Bloomberg Finance gives 5 good reasons not to build Hinkley nuclear station

FIVE REASONS NOT TO BUILD HINKLEY [Excellent graphs] Bloomberg Finance http://about.bnef.com/landing-pages/five-reasons-build-hinkley/ The endgame for the UK’s new reactor project at Hinkley Point is nearing. A Chinese state visit to the UK in October may be the make-or-break point for the project to get the go-ahead. As that moment approaches, we give five reasons not to build the plant. This is an excerpt from our EU Power Weekly, which is available to our BNEF EMEA and BNEF All clients.
Last week, French energy giant EDF announced delays to two key new reactor projects. Firstly, Flamanville 3 in France will only come online in 2018, six years behind the initial plan and three times over budget. Also, Hinkley Point C in the UK will not be completed by 2023 due to delays in reaching a final investment decision. This adds to the uncertainty around the 3.2GW reactor project. Here are five reasons not to build Hinkley.
- It is extremely difficult to build
Hinkley C uses Areva’s troubled EPR (European Pressurised Reactor) technology. All current EPR plants under construction are suffering from severe delays, and there is are substantial concerns about the integrity of some of the reactor vessels. - It is very expensive
Carrying an all-in financing cost of GBP 24.5bn, Hinkley Point C is the most expensive new reactor project around. On a GW basis, it is even more expensive than fellow EPR projects Flamanville and Olkiluoto, which are both multiple times over budget. (good graph) - It may not be necessary
- In our view, UK power consumption is in long-term decline. Combined with continued growth of wind and solar capacity and interconnectors to the European mainland, the remaining market might be too small for a mammoth plant such as Hinkley to make sense.
GB annual power consumption and renewable output, 2015-2030 (TWh) - Hinkley won’t play nice with wind and solar
Also, Hinkley might not help to integrate variable wind and solar. Firstly, the massive 3.2GW plant will not help relieve increasingly apparent constraints in the distribution grid. Secondly, it might not be flexible enough to respond to fluctuations in solar and wind output: in sunny and windy days, Hinkley would need to reduce its output significantly, a feature it is not designed for. Other technologies such as small gas-fired peakers might be better suited — read more about them here, or deploying small, more flexible modular reactors (SMRs) that should be available for commercial deployment by 2022-24.

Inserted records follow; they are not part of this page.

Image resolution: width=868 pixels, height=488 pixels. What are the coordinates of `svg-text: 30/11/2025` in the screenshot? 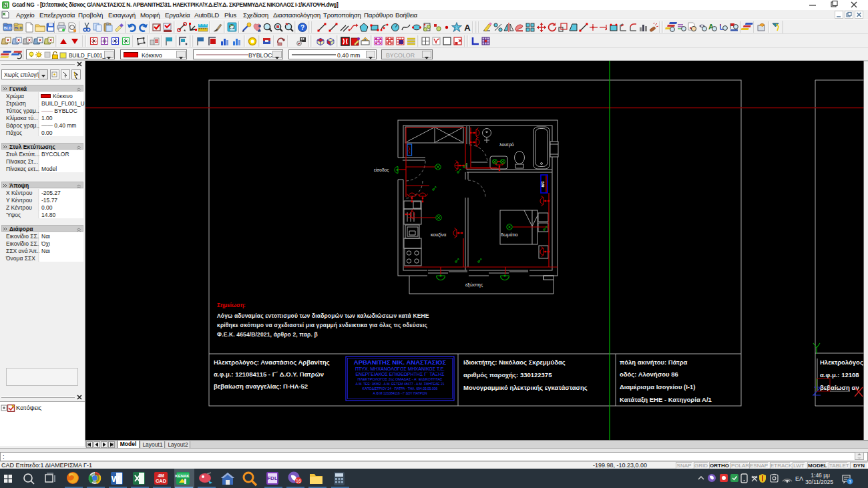 It's located at (819, 482).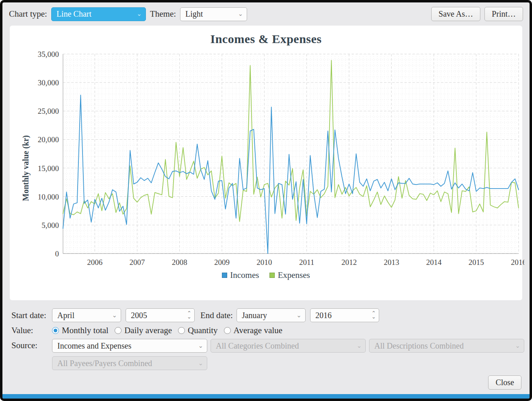  What do you see at coordinates (48, 83) in the screenshot?
I see `svg-text: 30,000` at bounding box center [48, 83].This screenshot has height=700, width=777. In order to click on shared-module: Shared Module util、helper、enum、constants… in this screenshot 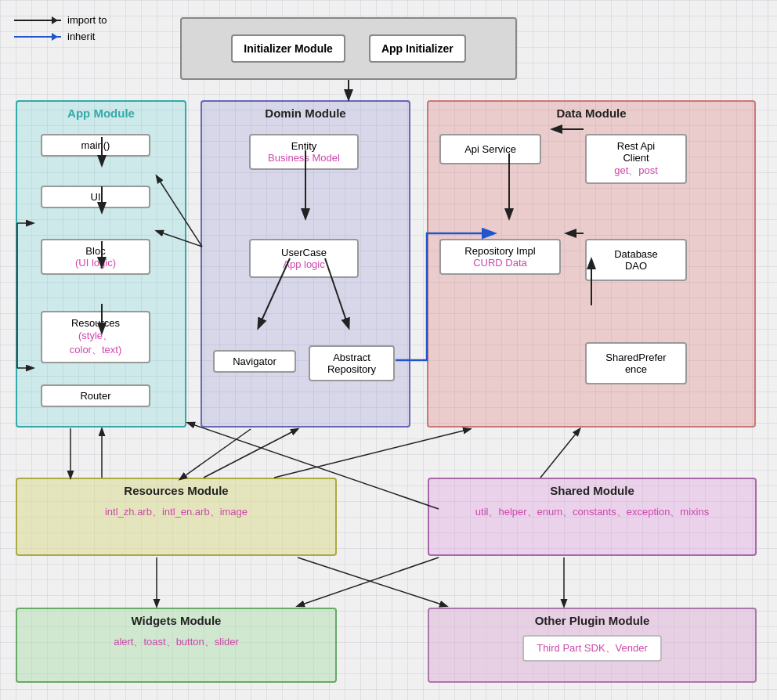, I will do `click(592, 517)`.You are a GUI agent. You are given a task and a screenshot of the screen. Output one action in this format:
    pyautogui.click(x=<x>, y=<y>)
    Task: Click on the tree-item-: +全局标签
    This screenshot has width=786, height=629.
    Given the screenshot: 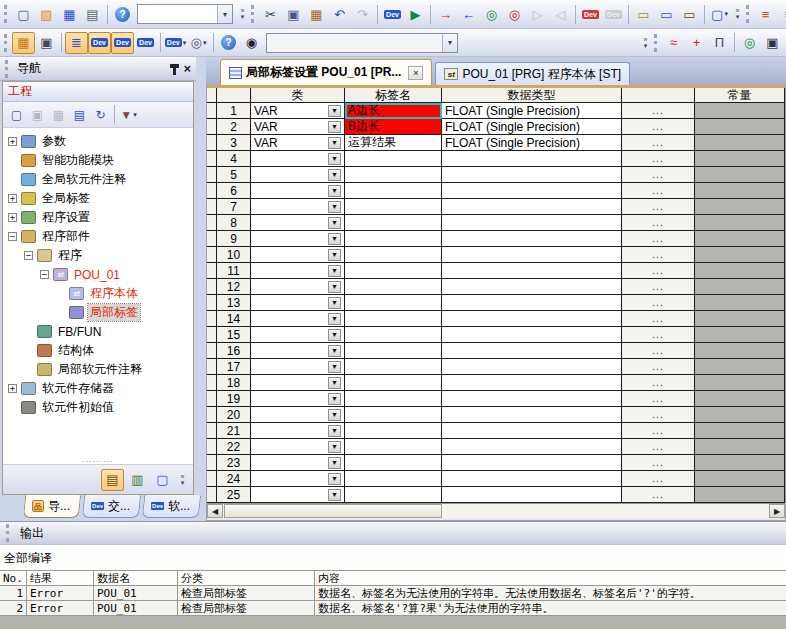 What is the action you would take?
    pyautogui.click(x=100, y=198)
    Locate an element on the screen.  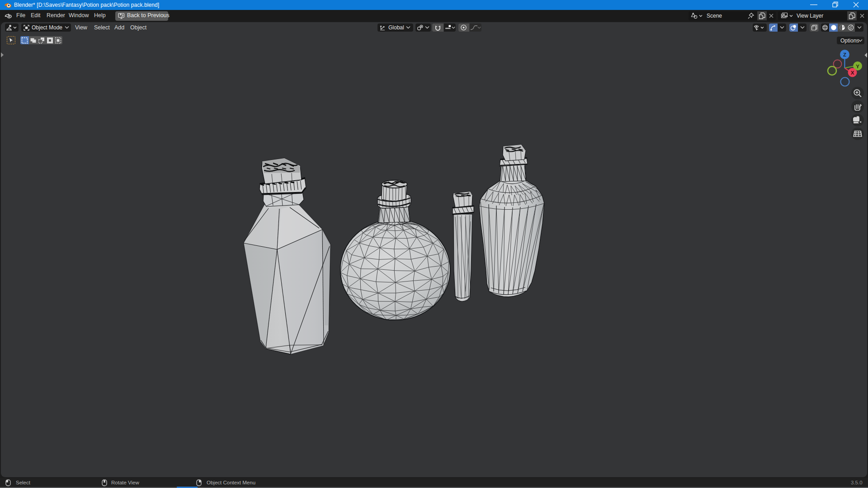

- It is a cost for future generations
Hinkley will be costly to decommission, even if these costs will only arise in the second half of this century. The decommissioning cost of San Onofre, a 2.3 GW nuclear plant in California, is estimated at $4.4bn (an unusually high cost given its location, other small reactors decommissioning costs are closer to $1bn). For comparison: cleaning up one MW of San Onofre costs as much as a MW of onshore wind. (Also on decommissioning: the German government is trying to ensure German utilities are held liable for the cost of cleaning up their old reactors).